Increasing awareness, rescues and combatting poverty must go hand in hand
Delhi Commission for Women chief Swati Maliwal with girls who were rescued from a hotel in New Delhi on Aug. 1, 2018. The commission said it rescued 39 Nepali victims of human trafficking. (Photo by IANS)
When Meenu was just 13, she was taken by her mother to a local agent in the Indian state of Uttar Pradesh who was asked to help the young girl find a job to tide-over the poverty-stricken family
She was the eldest of six children and their alcoholic father was no longer employed.
The agent paid some money to the family in advance and then took her to the capital, New Delhi.
She was handed over to another agent who sold her to an affluent household in the city at double the price.
Meenu (not her real name) worked for three years in the house for more than 18 hours a day doing menial jobs.
She said she was sexually harassed by her employer and often beaten for petty reasons.
A year ago, her boss beat her so severely that she was hospitalized.
Someone at the hospital tipped-off a non-government organization (NGO) and Meenu was rescued from the hospital itself.
With the help of the NGO, Meenu filed complaints with the police against both the agent and her employer for human trafficking and sexual abuse.
The Global Slavery Index estimates that there are some eight million trafficking victims living in India, but the figure can vary according to definitions that are applied.
For example, according to Indian government statistics, 8,132 cases of human trafficking were reported in 2016. Nonetheless, even the official figures indicated that the problem is getting worse as this constituted a 20 percent increase on 2015.
The United Nations defines human trafficking as the recruitment, transportation, transfer, harboring or receipt of persons by threats or force for the purpose of exploitation. The definition includes the provision of money or benefits to obtain the consent of a person to exploit somebody under their control.
Trafficking occurs when and where conditions are ripe for exploitation, according to research conducted by academics from the Department of Social Work at the University of Delhi, and poverty is only one of many factors.

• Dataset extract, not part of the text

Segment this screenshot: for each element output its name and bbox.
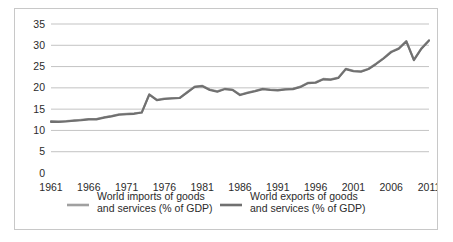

The research shows that social pressures on victims to migrate, a lack of local employment and educational opportunities and unstable family structures can also play a role.
"Traffickers are becoming smarter as they know how to target both the most vulnerable and the least visible people," according to a report of the study.
Sometimes, even without the involvement of an outside agent, circumstances can push people into situations so unfair that they are equivalent to human trafficking.
What happened to Dishada Bano, a 15-year-old Muslim girl, is a case in point.
Bano, from the north-eastern Indian state of West Bengal, was married-off by her mother to a 50-year-old man in New Delhi. Now a mother of three girls, she says she was regularly forced to have sex with her husband.
"He was blind in one eye and couldn't get a match for himself," Bano told ucanews.com. "Therefore, he decided to buy one."
Bano says she was tortured, beaten and ridiculed for not producing a boy, compelling her to run away with her daughters. She now works as a housemaid and lives in a hut on the outskirts of Delhi.
Caritas-India in 2017 launched the 'Swaraksha' (self-defence) anti-human trafficking program near the Indo-Nepal border where most cases are reported.
Assistant director Father Jolly Puthenpura said that since then the Catholic social services organization has initiated an anti-trafficking program in 75 villages in the north-eastern Indian states of Assam and Arunachal Pradesh.
"The Church is present in every corner of the north-east, thus with this huge network of parishes and human strength we can play a big role in reducing Human trafficking," Father Puthenpura told ucanews.com.
He said Caritas India, through collaborative interventions, has so far rescued 141 people, repatriated 69 and rehabilitated 72 others.
"A definite change can be seen today because of our awareness programs among women and children as they are better informed and are aware of human trafficking," he said.
Communities are alerted to the importance of not being deceived by traffickers, the priest added.
Christian leaders active in this field stress that awareness building needs to be carried out in tandem with poverty reduction.
According to official government figures, nearly a quarter of India's 1.2 billion people are poor or very poor.